Challenge 2: The "Recoverable" Module

Devise gave you "Forgot Password" for free. Now that you deleted it, no one can reset their password.

Writing a secure password reset flow is harder than it looks. You need to:

  1. Generate a unique, high-entropy token.
  2. Store a digest of that token (never store the raw token in the DB!).
  3. Set an expiration (e.g., 2 hours).
  4. Handle the email delivery.
  5. Crucial: Ensure the token is invalidated after use so it can't be replayed.

Devise handled the "timing attack" prevention and token hashing for you. You now own that security liability.

Challenge 3: Cookie Security & "Remember Me"

session[:user_id] is fine for a basic login. But what about "Remember Me"?

Devise's Rememberable module is surprisingly complex. It manages a persistent cookie, token rotation (sometimes), and secure comparison.

If you roll your own "Remember Me":

  • You must sign/encrypt the cookie.
  • You must worry about Session Hijacking. If an attacker steals that cookie, they are that user forever until the cookie expires.
  • You need a way to "Invalidate all sessions" (e.g., if the user changes their password, all those old remember tokens need to die).
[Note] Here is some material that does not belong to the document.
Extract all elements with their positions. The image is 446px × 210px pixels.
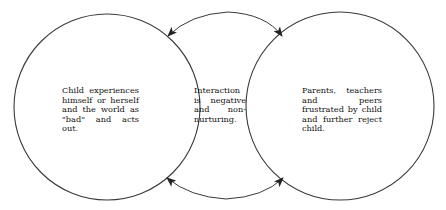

Challenge 4: The View & Controller Cleanup

This is the tedious part. Devise helpers are insidious—they get everywhere.

You will have to grep your entire project for:

  • authenticate_user! (Replace with your own require_login filter)
  • user_signed_in? (Replace with logged_in?)
  • current_user (You have to write this helper in ApplicationController)
  • devise_error_messages! (You'll need to write your own error partials)

Pro Tip: Do not delete the Gem yet. Create a "Shim" module that maps the old Devise method names to your new logic so you don't have to change 500 files at once.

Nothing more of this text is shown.